The only caution in planting chestnut trees is to avoid planting them near where people frequently walk. Each fall the ground beneath the trees is littered with the opened, spiny cupules.
More Crumby Alternatives
While you are waiting to harvest chestnuts, make stuffing based on one of the more quickly grown starchy vegetables. Potatoes, for instance. The best potatoes for making stuffing will be those that are dry and mealy, russet varieties such as Goldrush, Burbank, and Idaho.
“Dry and mealy” is also the mantra to use when choosing a winter squash variety to grow as a base for stuffing. The phrase “squash stuffing” has a nice ring to it, doesn’t it? My recommendation for a dry, mealy squash is a buttercup type called Chestnut or Sweet Mama.
If you really want a truly authentic starchy base for stuffing, the plant to grow is nu nu, a golfball-sized, starchy tuber also called makoosit or groundnut (Apios americana). Native Americans harvested and ate nu nu, and this was one of the foods crucial in helping the Pilgrims survive their first winters in Massachusetts.
Be careful planting nu nu because it can spread like a weed to give you more stuff for stuffing than you would ever need. I planted it in a perennial flower bed decades ago. That was the wrong place for it, and I’ve spent decades trying to weed it out, unsuccessfully.
On the plus side, the plants do sport decorative and sweetly fragrant, lilac colored flowers, so it is worth growing where it can be regimented. Nu nu tubers grow attached a few inches apart along underground stems.
Seasonal Seasonings
Stuffing isn’t only about the bread-y ingredient. It also needs some seasoning. Parsley, sage, rosemary, and thyme, summer savory, sweet marjoram — they’re all very easy to grow.
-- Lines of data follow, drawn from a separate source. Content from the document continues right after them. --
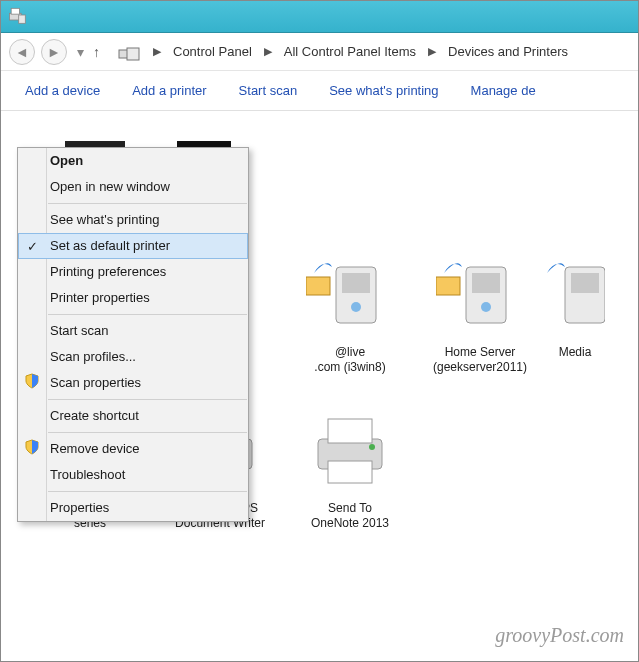 The height and width of the screenshot is (662, 639). I want to click on start-scan-button: Start scan, so click(268, 90).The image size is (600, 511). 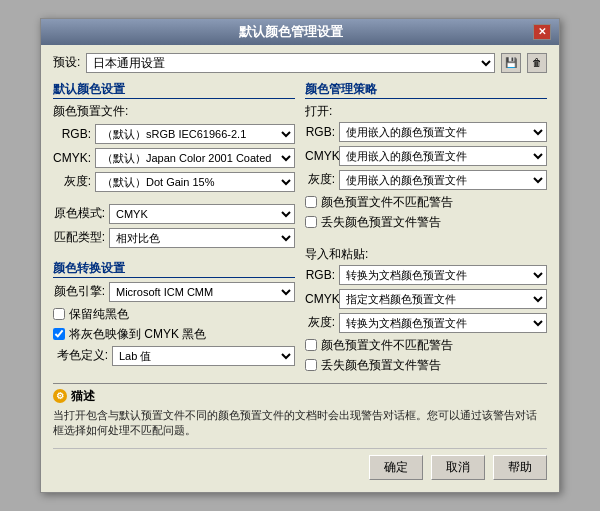 I want to click on map-gray-row: 将灰色映像到 CMYK 黑色, so click(x=174, y=334).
Sage and thyme are perennials, each also available in designer flavors. Pineapple sage, caraway thyme, and lemon thyme, for instance.
Rosemary is also a perennial, cold hardy to zone 7, possibly even zone 6. It’s is not hardy here but I grow it as a “standard” (trained as a small tree) in a pot that summers outdoors and lives indoors at a sunny kitchen window in winter to provide pretty greenery, piney fragrance, and savory snippings.
Some vegetables from the garden round out and make more interesting a stuffing. Onion, celery, and carrots are mainstays, but vegetables such as parsnips and garlic can make special — and powerful — flavor contributions.
Have a happy and healthy Thanksgiving!